The Rape of Lucretia, Glyndebourne | reviews, news & interviews
The Rape of Lucretia, Glyndebourne
The Rape of Lucretia, Glyndebourne
Britten chamber opera survives high-sounding libretto thanks to its music
Britten’s first chamber opera is very much a Glyndebourne piece; its world premiere in the old festival theatre in July 1946 was also the festival’s inaugural post-war production. It brought into being the English Opera Group, and led soon afterwards to the foundation of the Aldeburgh Festival. So it’s good, in principle at least, to have it back on the main stage here, after an initial airing on tour in 2013.
The problems begin with Ronald Duncan’s libretto, surely one of the wordiest and most pretentious ever offered by a serious writer to a great composer. Duncan for some reason saw the remote and minor tragedy of Lucretia’s rape by the Etruscan prince Tarquinius as a parable of invincible ignorance – sin committed in ignorance of Jesus Christ; and he installed a Chorus, one female, one male, to preface and interrupt the story in order to sermonise, Eliot-like, on this not obviously helpful topic.
One never feels Britten was hugely interested in women
The device has the effect of turning the central action into a series of tableaux vivants. But worse than that, it patronises the characters disastrously, observing them like the cardboard figures in a peepshow. Alive to this danger, Shaw involves the pair more actively in the drama, even at one point implying some sexual engagement between them parallel to the eponymous rape. But even she can’t disguise the other gaucherie of Duncan’s text, his penchant for florid and impenetrable verbal conceits, put into the mouths of every character, aristocrat or servant, without the slightest regard for social or intellectual distinctions. When Lucretia’s maid urges us to “look how the energetic sun/Drags the sluggard dawn from bed”, or a rough Etruscan general enquires obscurely “what makes the Nubian disturb his heavy mountain?” one wonders whether Duncan had ever thought about the way people speak or the sorts of thing they say.
Shaw’s production mostly survives these obstacles, taking a broadly naturalistic line between the static homilies. I like very much the chiaroscuro of Michael Levine’s simple raked set and Paul Anderson’s lighting, often suggestive of a Rembrandt or a Caravaggio. But the chief survivor is the music, not always Britten at his best perhaps, sometimes echoing Grimes in its formulae (not to mention its subject matter), but always exquisitely wrought, and with some intriguing new associations, especially Purcell and, after the rape itself, Bach. Leo Hussain conducts a chamber section of the LPO with real attention to Britten’s sharply imagined instrumental detail, and above all to the beautiful combinations he finds between individual instruments and individual voices. Whatever might happen onstage, this is a score – and a performance – that holds the ear.

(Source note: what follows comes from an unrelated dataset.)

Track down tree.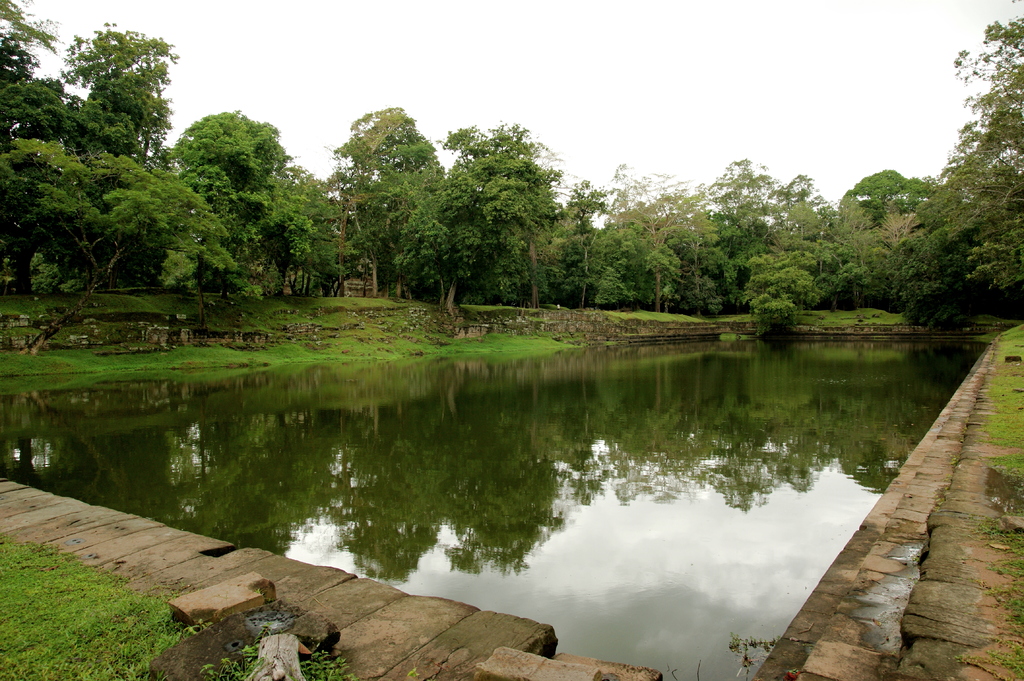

The same goes for the cast, the strongest imaginable. At its focus, Christine Rice is a finely poised, eloquent Lucretia, warm in colouring, intense in expression. But Kate Royal, as the Female Chorus, is hardly less impressive, and both she and her male counterpart, Allan Clayton (pictured with Royal), succeed in humanising roles that can be unbearably preachy and condescending. The three generals, Duncan Rock (Tarquinius), Matthew Rose (Collatinus) and Michael Sumuel (Junius) bounce around vigorously in their opening exchanges, becoming gradually more differentiated as the action unfolds.
But the scenario, with all its moralising, leaves too little time for characterisation, just as the poetics blot out any serious portraiture in the female roles. Catherine Wyn-Rogers as the old nurse, Bianca, and Louise Alder as Lucia the maid are both excellent. But, amid all the stitching and linen-folding and flower-arranging (like the “embroidery in childhood” in Grimes), one never feels Britten was hugely interested in women, other than as targets for male villainy.